A new study by the American Sustainable Business Council, Main Street Alliance and Small Business Majority finds interesting results—small business owners generally think that big businesses and multi-millionaires don’t pay their fair share of taxes. In the poll, 90 percent of small business owners nationwide said that large corporations use tax loopholes and accounting gimmicks to move U.S. profits overseas and avoid taxes. 67 percent of small business owners believe corporations and the wealthy do not pay their fair share of taxes and support increasing their taxes.
I agree with them – part of my commitment to working Americans is to stop sending jobs overseas. And to do that, we need to close tax loopholes that are paying American companies to send American jobs overseas. Instead, we should be supporting small businesses that create jobs right here in the East Bay and across the United States.
The poll also finds that the majority of small-business owners believe we should let the Bush tax cuts for the wealthiest Americans expire as scheduled on Dec, 31, 2012.
I have repeatedly voted against the Bush Tax Cuts. Congress should make it a priority to support the middle class, not allow extensions of tax cuts for people who make over a million dollars each year.
One small business owner told the Small Business Majority, "I've been in business 32 years, and I'm appalled at how big corporations and millionaires have shrunk their taxes. Ingrates like Amazon wouldn't even exist without the Internet, which grew out of government research. The least that big corporations and their executives could do is pay their fair share for the roads, ports, education, research, public safety and everything else that tax dollars buy."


#### WORK INSTRUCTION:
Copy each line of the data beneath in which the word "shaped" appears.

#### ENTRIES SHOWN:
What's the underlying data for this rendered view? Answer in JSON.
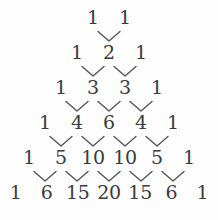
{
  "figure": {
    "name": "pascals-triangle",
    "background_color": "#fefefe",
    "text_color": "#3b3b3b",
    "connector_color": "#555555",
    "connector_icon": "vee-connector-icon"
  },
  "chart_data": {
    "type": "diagram",
    "title": "",
    "xlabel": "",
    "ylabel": "",
    "rows": [
      {
        "index": 0,
        "values": [
          "1",
          "1"
        ]
      },
      {
        "index": 1,
        "values": [
          "1",
          "2",
          "1"
        ]
      },
      {
        "index": 2,
        "values": [
          "1",
          "3",
          "3",
          "1"
        ]
      },
      {
        "index": 3,
        "values": [
          "1",
          "4",
          "6",
          "4",
          "1"
        ]
      },
      {
        "index": 4,
        "values": [
          "1",
          "5",
          "10",
          "10",
          "5",
          "1"
        ]
      },
      {
        "index": 5,
        "values": [
          "1",
          "6",
          "15",
          "20",
          "15",
          "6",
          "1"
        ]
      }
    ],
    "connector_counts": [
      1,
      2,
      3,
      4,
      5
    ],
    "connector_shape": "v"
  }
}
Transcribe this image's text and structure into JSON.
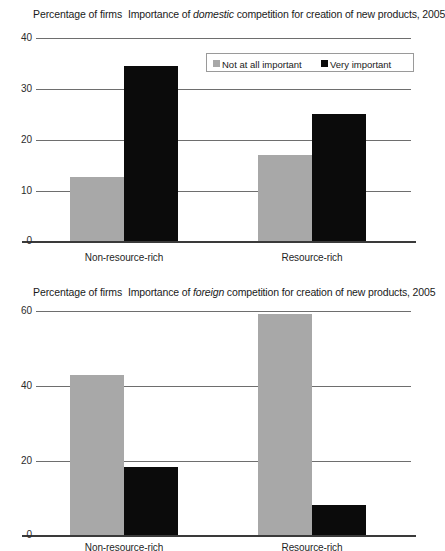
{
  "charts": [
    {
      "id": "domestic",
      "axis_caption": "Percentage of firms",
      "title_prefix": "Importance of ",
      "title_em": "domestic",
      "title_suffix": " competition for creation of new products, 2005",
      "yticks": [
        "40",
        "30",
        "20",
        "10",
        "0"
      ],
      "categories": [
        "Non-resource-rich",
        "Resource-rich"
      ],
      "legend": [
        {
          "label": "Not at all important",
          "color": "#a8a8a8"
        },
        {
          "label": "Very important",
          "color": "#0b0b0b"
        }
      ],
      "chart_data": {
        "type": "bar",
        "title": "Importance of domestic competition for creation of new products, 2005",
        "xlabel": "",
        "ylabel": "Percentage of firms",
        "ylim": [
          0,
          40
        ],
        "yticks": [
          0,
          10,
          20,
          30,
          40
        ],
        "grid": true,
        "legend_position": "top-right",
        "categories": [
          "Non-resource-rich",
          "Resource-rich"
        ],
        "series": [
          {
            "name": "Not at all important",
            "color": "#a8a8a8",
            "values": [
              12.6,
              16.9
            ]
          },
          {
            "name": "Very important",
            "color": "#0b0b0b",
            "values": [
              34.5,
              25.0
            ]
          }
        ]
      }
    },
    {
      "id": "foreign",
      "axis_caption": "Percentage of firms",
      "title_prefix": "Importance of ",
      "title_em": "foreign",
      "title_suffix": " competition for creation of new products, 2005",
      "yticks": [
        "60",
        "40",
        "20",
        "0"
      ],
      "categories": [
        "Non-resource-rich",
        "Resource-rich"
      ],
      "legend": [],
      "chart_data": {
        "type": "bar",
        "title": "Importance of foreign competition for creation of new products, 2005",
        "xlabel": "",
        "ylabel": "Percentage of firms",
        "ylim": [
          0,
          60
        ],
        "yticks": [
          0,
          20,
          40,
          60
        ],
        "grid": true,
        "legend_position": "none",
        "categories": [
          "Non-resource-rich",
          "Resource-rich"
        ],
        "series": [
          {
            "name": "Not at all important",
            "color": "#a8a8a8",
            "values": [
              42.8,
              59.2
            ]
          },
          {
            "name": "Very important",
            "color": "#0b0b0b",
            "values": [
              18.3,
              8.0
            ]
          }
        ]
      }
    }
  ]
}
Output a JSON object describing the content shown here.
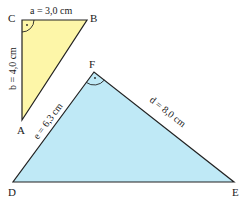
{
  "colors": {
    "triangle1_fill": "#fdf6a8",
    "triangle2_fill": "#bfe9f6",
    "stroke": "#222222"
  },
  "triangle1": {
    "vertices": {
      "C": "C",
      "B": "B",
      "A": "A"
    },
    "right_angle_at": "C",
    "sides": {
      "a": "a = 3,0 cm",
      "b": "b = 4,0 cm"
    }
  },
  "triangle2": {
    "vertices": {
      "F": "F",
      "D": "D",
      "E": "E"
    },
    "right_angle_at": "F",
    "sides": {
      "e": "e = 6,3 cm",
      "d": "d = 8,0 cm"
    }
  }
}
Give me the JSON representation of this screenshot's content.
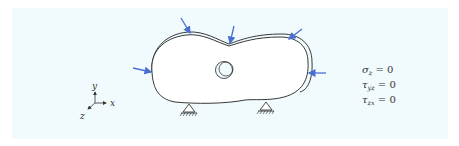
{
  "figure": {
    "background_color": "#f1fbfd",
    "body_outline_color": "#222222",
    "load_arrow_color": "#4a6fd0",
    "axes": {
      "x_label": "x",
      "y_label": "y",
      "z_label": "z"
    },
    "boundary_conditions": [
      {
        "symbol": "σ",
        "subscript": "z",
        "rhs": "= 0"
      },
      {
        "symbol": "τ",
        "subscript": "yz",
        "rhs": "= 0"
      },
      {
        "symbol": "τ",
        "subscript": "zx",
        "rhs": "= 0"
      }
    ],
    "load_arrows_count": 6,
    "supports_count": 2,
    "support_type": "pin"
  }
}
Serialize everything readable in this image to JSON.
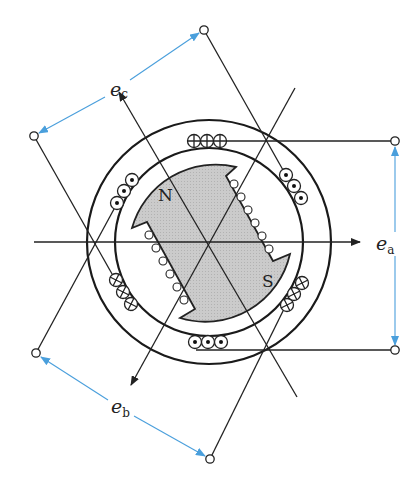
{
  "figure": {
    "type": "three-phase synchronous generator cross-section",
    "labels": {
      "ea": {
        "main": "e",
        "sub": "a"
      },
      "eb": {
        "main": "e",
        "sub": "b"
      },
      "ec": {
        "main": "e",
        "sub": "c"
      },
      "north_pole": "N",
      "south_pole": "S"
    },
    "colors": {
      "line": "#222222",
      "voltage_arrow": "#4a9fdc",
      "rotor_fill": "#c8c8c8",
      "background": "#ffffff"
    },
    "coil_groups": [
      {
        "position": "top",
        "symbol": "cross",
        "count": 3
      },
      {
        "position": "bottom",
        "symbol": "dot",
        "count": 3
      },
      {
        "position": "upper-right",
        "symbol": "dot",
        "count": 3
      },
      {
        "position": "lower-right",
        "symbol": "cross",
        "count": 3
      },
      {
        "position": "upper-left",
        "symbol": "dot",
        "count": 3
      },
      {
        "position": "lower-left",
        "symbol": "cross",
        "count": 3
      }
    ],
    "terminals": 6
  }
}
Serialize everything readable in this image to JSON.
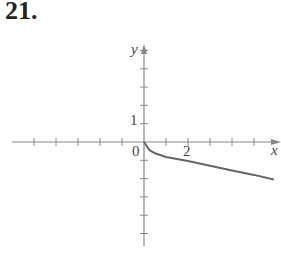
{
  "problem_number": "21.",
  "chart_data": {
    "type": "line",
    "title": "",
    "xlabel": "x",
    "ylabel": "y",
    "origin_label": "0",
    "x_tick_label": "2",
    "y_tick_label": "1",
    "xlim": [
      -5,
      6
    ],
    "ylim": [
      -5,
      5
    ],
    "x_ticks": [
      -5,
      -4,
      -3,
      -2,
      -1,
      1,
      2,
      3,
      4,
      5
    ],
    "y_ticks": [
      -5,
      -4,
      -3,
      -2,
      -1,
      1,
      2,
      3,
      4,
      5
    ],
    "grid": false,
    "series": [
      {
        "name": "curve",
        "x": [
          0,
          0.25,
          0.5,
          1,
          2,
          3,
          4,
          5,
          5.9
        ],
        "y": [
          0,
          -0.45,
          -0.62,
          -0.82,
          -1.04,
          -1.3,
          -1.55,
          -1.8,
          -2.05
        ]
      }
    ],
    "colors": {
      "axis": "#888888",
      "curve": "#666666",
      "text": "#444444"
    }
  }
}
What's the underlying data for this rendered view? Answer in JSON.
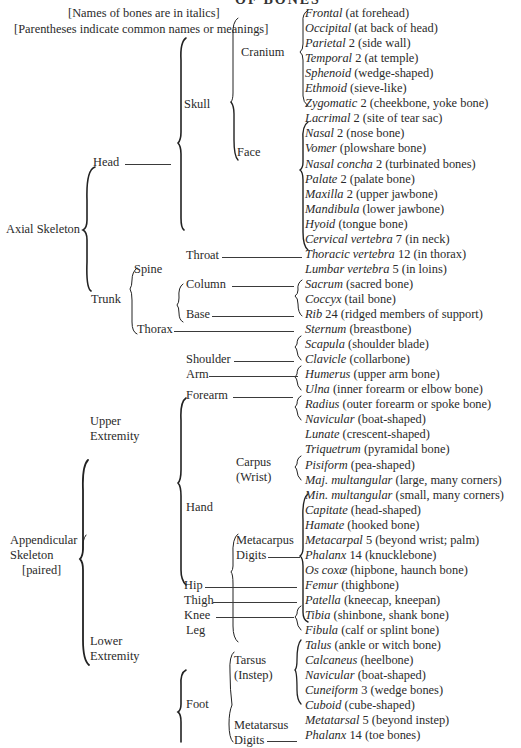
{
  "title": "OF BONES",
  "notes": [
    "[Names of bones are in italics]",
    "[Parentheses indicate common names or meanings]"
  ],
  "divisions": {
    "axial": "Axial Skeleton",
    "appendicular": [
      "Appendicular",
      "Skeleton",
      "[paired]"
    ]
  },
  "regions": {
    "head": "Head",
    "trunk": "Trunk",
    "upper": [
      "Upper",
      "Extremity"
    ],
    "lower": [
      "Lower",
      "Extremity"
    ],
    "skull": "Skull",
    "throat": "Throat",
    "spine": "Spine",
    "thorax": "Thorax",
    "cranium": "Cranium",
    "face": "Face",
    "column": "Column",
    "base": "Base",
    "shoulder": "Shoulder",
    "arm": "Arm",
    "forearm": "Forearm",
    "hand": "Hand",
    "carpus": [
      "Carpus",
      "(Wrist)"
    ],
    "metacarpus": "Metacarpus",
    "digits_hand": "Digits",
    "hip": "Hip",
    "thigh": "Thigh",
    "knee": "Knee",
    "leg": "Leg",
    "foot": "Foot",
    "tarsus": [
      "Tarsus",
      "(Instep)"
    ],
    "metatarsus": "Metatarsus",
    "digits_foot": "Digits"
  },
  "bones": [
    {
      "name": "Frontal",
      "count": "",
      "meaning": "(at forehead)"
    },
    {
      "name": "Occipital",
      "count": "",
      "meaning": "(at back of head)"
    },
    {
      "name": "Parietal",
      "count": "2",
      "meaning": "(side wall)"
    },
    {
      "name": "Temporal",
      "count": "2",
      "meaning": "(at temple)"
    },
    {
      "name": "Sphenoid",
      "count": "",
      "meaning": "(wedge-shaped)"
    },
    {
      "name": "Ethmoid",
      "count": "",
      "meaning": "(sieve-like)"
    },
    {
      "name": "Zygomatic",
      "count": "2",
      "meaning": "(cheekbone, yoke bone)"
    },
    {
      "name": "Lacrimal",
      "count": "2",
      "meaning": "(site of tear sac)"
    },
    {
      "name": "Nasal",
      "count": "2",
      "meaning": "(nose bone)"
    },
    {
      "name": "Vomer",
      "count": "",
      "meaning": "(plowshare bone)"
    },
    {
      "name": "Nasal concha",
      "count": "2",
      "meaning": "(turbinated bones)"
    },
    {
      "name": "Palate",
      "count": "2",
      "meaning": "(palate bone)"
    },
    {
      "name": "Maxilla",
      "count": "2",
      "meaning": "(upper jawbone)"
    },
    {
      "name": "Mandibula",
      "count": "",
      "meaning": "(lower jawbone)"
    },
    {
      "name": "Hyoid",
      "count": "",
      "meaning": "(tongue bone)"
    },
    {
      "name": "Cervical vertebra",
      "count": "7",
      "meaning": "(in neck)"
    },
    {
      "name": "Thoracic vertebra",
      "count": "12",
      "meaning": "(in thorax)"
    },
    {
      "name": "Lumbar vertebra",
      "count": "5",
      "meaning": "(in loins)"
    },
    {
      "name": "Sacrum",
      "count": "",
      "meaning": "(sacred bone)"
    },
    {
      "name": "Coccyx",
      "count": "",
      "meaning": "(tail bone)"
    },
    {
      "name": "Rib",
      "count": "24",
      "meaning": "(ridged members of support)"
    },
    {
      "name": "Sternum",
      "count": "",
      "meaning": "(breastbone)"
    },
    {
      "name": "Scapula",
      "count": "",
      "meaning": "(shoulder blade)"
    },
    {
      "name": "Clavicle",
      "count": "",
      "meaning": "(collarbone)"
    },
    {
      "name": "Humerus",
      "count": "",
      "meaning": "(upper arm bone)"
    },
    {
      "name": "Ulna",
      "count": "",
      "meaning": "(inner forearm or elbow bone)"
    },
    {
      "name": "Radius",
      "count": "",
      "meaning": "(outer forearm or spoke bone)"
    },
    {
      "name": "Navicular",
      "count": "",
      "meaning": "(boat-shaped)"
    },
    {
      "name": "Lunate",
      "count": "",
      "meaning": "(crescent-shaped)"
    },
    {
      "name": "Triquetrum",
      "count": "",
      "meaning": "(pyramidal bone)"
    },
    {
      "name": "Pisiform",
      "count": "",
      "meaning": "(pea-shaped)"
    },
    {
      "name": "Maj. multangular",
      "count": "",
      "meaning": "(large, many corners)"
    },
    {
      "name": "Min. multangular",
      "count": "",
      "meaning": "(small, many corners)"
    },
    {
      "name": "Capitate",
      "count": "",
      "meaning": "(head-shaped)"
    },
    {
      "name": "Hamate",
      "count": "",
      "meaning": "(hooked bone)"
    },
    {
      "name": "Metacarpal",
      "count": "5",
      "meaning": "(beyond wrist; palm)"
    },
    {
      "name": "Phalanx",
      "count": "14",
      "meaning": "(knucklebone)"
    },
    {
      "name": "Os coxæ",
      "count": "",
      "meaning": "(hipbone, haunch bone)"
    },
    {
      "name": "Femur",
      "count": "",
      "meaning": "(thighbone)"
    },
    {
      "name": "Patella",
      "count": "",
      "meaning": "(kneecap, kneepan)"
    },
    {
      "name": "Tibia",
      "count": "",
      "meaning": "(shinbone, shank bone)"
    },
    {
      "name": "Fibula",
      "count": "",
      "meaning": "(calf or splint bone)"
    },
    {
      "name": "Talus",
      "count": "",
      "meaning": "(ankle or witch bone)"
    },
    {
      "name": "Calcaneus",
      "count": "",
      "meaning": "(heelbone)"
    },
    {
      "name": "Navicular",
      "count": "",
      "meaning": "(boat-shaped)"
    },
    {
      "name": "Cuneiform",
      "count": "3",
      "meaning": "(wedge bones)"
    },
    {
      "name": "Cuboid",
      "count": "",
      "meaning": "(cube-shaped)"
    },
    {
      "name": "Metatarsal",
      "count": "5",
      "meaning": "(beyond instep)"
    },
    {
      "name": "Phalanx",
      "count": "14",
      "meaning": "(toe bones)"
    }
  ]
}
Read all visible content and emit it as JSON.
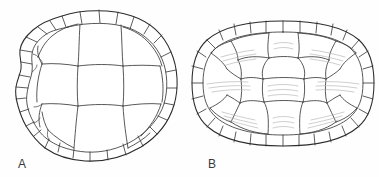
{
  "figure": {
    "kind": "scientific-illustration",
    "background_color": "#fefefe",
    "line_color": "#2b2b2b",
    "striation_color": "#b9b9b9",
    "width": 379,
    "height": 177
  },
  "panels": [
    {
      "id": "A",
      "label": "A",
      "label_x": 18,
      "label_y": 168,
      "description": "angular carapace with broad vertebral scutes and irregular marginal scutes",
      "has_striations": false,
      "outline_shape": "rounded-wedge",
      "center_x": 97,
      "center_y": 85
    },
    {
      "id": "B",
      "label": "B",
      "label_x": 208,
      "label_y": 168,
      "description": "oval carapace with uniform marginal scutes and growth striations",
      "has_striations": true,
      "outline_shape": "oval",
      "center_x": 283,
      "center_y": 83
    }
  ],
  "labels": {
    "panel_a": "A",
    "panel_b": "B"
  }
}
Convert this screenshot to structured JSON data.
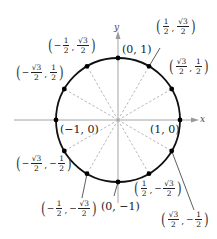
{
  "diagram": {
    "axes": {
      "x_label": "x",
      "y_label": "y"
    },
    "colors": {
      "circle": "#111111",
      "axes": "#9a9a9a",
      "radials": "#a0a0a0",
      "points": "#000000",
      "leaders": "#333333"
    },
    "points": [
      {
        "name": "point-0-1",
        "label": "(0, 1)"
      },
      {
        "name": "point-1-0",
        "label": "(1, 0)"
      },
      {
        "name": "point-neg1-0",
        "label": "(−1, 0)"
      },
      {
        "name": "point-0-neg1",
        "label": "(0, −1)"
      },
      {
        "name": "point-half-sqrt3half",
        "x": {
          "sign": "",
          "num": "1",
          "den": "2"
        },
        "y": {
          "sign": "",
          "num": "√3",
          "den": "2"
        }
      },
      {
        "name": "point-sqrt3half-half",
        "x": {
          "sign": "",
          "num": "√3",
          "den": "2"
        },
        "y": {
          "sign": "",
          "num": "1",
          "den": "2"
        }
      },
      {
        "name": "point-neghalf-sqrt3half",
        "x": {
          "sign": "−",
          "num": "1",
          "den": "2"
        },
        "y": {
          "sign": "",
          "num": "√3",
          "den": "2"
        }
      },
      {
        "name": "point-negsqrt3half-half",
        "x": {
          "sign": "−",
          "num": "√3",
          "den": "2"
        },
        "y": {
          "sign": "",
          "num": "1",
          "den": "2"
        }
      },
      {
        "name": "point-negsqrt3half-neghalf",
        "x": {
          "sign": "−",
          "num": "√3",
          "den": "2"
        },
        "y": {
          "sign": "−",
          "num": "1",
          "den": "2"
        }
      },
      {
        "name": "point-neghalf-negsqrt3half",
        "x": {
          "sign": "−",
          "num": "1",
          "den": "2"
        },
        "y": {
          "sign": "−",
          "num": "√3",
          "den": "2"
        }
      },
      {
        "name": "point-half-negsqrt3half",
        "x": {
          "sign": "",
          "num": "1",
          "den": "2"
        },
        "y": {
          "sign": "−",
          "num": "√3",
          "den": "2"
        }
      },
      {
        "name": "point-sqrt3half-neghalf",
        "x": {
          "sign": "",
          "num": "√3",
          "den": "2"
        },
        "y": {
          "sign": "−",
          "num": "1",
          "den": "2"
        }
      }
    ]
  }
}
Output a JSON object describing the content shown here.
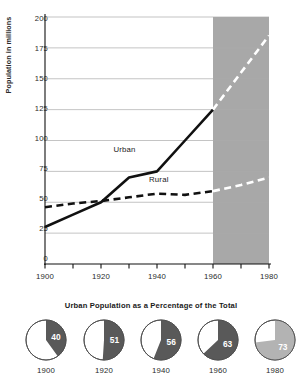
{
  "chart_data": [
    {
      "type": "line",
      "title": "",
      "xlabel": "",
      "ylabel": "Population in millions",
      "xlim": [
        1900,
        1980
      ],
      "ylim": [
        0,
        200
      ],
      "grid": true,
      "yticks": [
        0,
        25,
        50,
        75,
        100,
        125,
        150,
        175,
        200
      ],
      "ytick_labels": [
        "0",
        "25",
        "50",
        "75",
        "100",
        "125",
        "150",
        "175",
        "200"
      ],
      "xticks": [
        1900,
        1910,
        1920,
        1930,
        1940,
        1950,
        1960,
        1970,
        1980
      ],
      "xtick_labels": [
        "1900",
        "1920",
        "1940",
        "1960",
        "1980"
      ],
      "xtick_label_values": [
        1900,
        1920,
        1940,
        1960,
        1980
      ],
      "projection_band": {
        "from": 1960,
        "to": 1980,
        "color": "#a8a8a8"
      },
      "series": [
        {
          "name": "Urban",
          "style": "solid",
          "color": "#111111",
          "projected_style": "dashed",
          "projected_color": "#ffffff",
          "x": [
            1900,
            1910,
            1920,
            1930,
            1940,
            1950,
            1960,
            1970,
            1980
          ],
          "values": [
            30,
            40,
            50,
            70,
            75,
            100,
            125,
            155,
            185
          ],
          "label": "Urban",
          "label_x": 1928,
          "label_y": 92
        },
        {
          "name": "Rural",
          "style": "dashed",
          "color": "#111111",
          "projected_style": "dashed",
          "projected_color": "#ffffff",
          "x": [
            1900,
            1910,
            1920,
            1930,
            1940,
            1950,
            1960,
            1970,
            1980
          ],
          "values": [
            46,
            49,
            51,
            54,
            57,
            56,
            59,
            64,
            70
          ],
          "label": "Rural",
          "label_x": 1940,
          "label_y": 68
        }
      ]
    },
    {
      "type": "pie",
      "title": "Urban Population as a Percentage of the Total",
      "slice_colors": [
        "#595959",
        "#ffffff"
      ],
      "charts": [
        {
          "year": "1900",
          "value": 40,
          "value_label": "40",
          "fill": "#595959",
          "rest": "#ffffff"
        },
        {
          "year": "1920",
          "value": 51,
          "value_label": "51",
          "fill": "#595959",
          "rest": "#ffffff"
        },
        {
          "year": "1940",
          "value": 56,
          "value_label": "56",
          "fill": "#595959",
          "rest": "#ffffff"
        },
        {
          "year": "1960",
          "value": 63,
          "value_label": "63",
          "fill": "#595959",
          "rest": "#ffffff"
        },
        {
          "year": "1980",
          "value": 73,
          "value_label": "73",
          "fill": "#b3b3b3",
          "rest": "#ffffff"
        }
      ]
    }
  ],
  "line_chart": {
    "ylabel": "Population in millions",
    "ytick_labels": [
      "200",
      "175",
      "150",
      "125",
      "100",
      "75",
      "50",
      "25",
      "0"
    ],
    "xtick_labels": [
      "1900",
      "1920",
      "1940",
      "1960",
      "1980"
    ],
    "urban_label": "Urban",
    "rural_label": "Rural"
  },
  "pie_chart": {
    "title": "Urban Population as a Percentage of the Total",
    "items": [
      {
        "year": "1900",
        "value_label": "40"
      },
      {
        "year": "1920",
        "value_label": "51"
      },
      {
        "year": "1940",
        "value_label": "56"
      },
      {
        "year": "1960",
        "value_label": "63"
      },
      {
        "year": "1980",
        "value_label": "73"
      }
    ]
  },
  "colors": {
    "band": "#a8a8a8",
    "line": "#111111",
    "projection_line": "#ffffff",
    "pie_dark": "#595959",
    "pie_light": "#b3b3b3",
    "grid": "#aaaaaa"
  }
}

#### OUTPUT FOR THIS EXERCISE:
      "meaning": "(wedge-shaped)"
      "meaning": "(boat-shaped)"
      "meaning": "(crescent-shaped)"
      "meaning": "(pea-shaped)"
      "meaning": "(head-shaped)"
      "meaning": "(boat-shaped)"
      "meaning": "(cube-shaped)"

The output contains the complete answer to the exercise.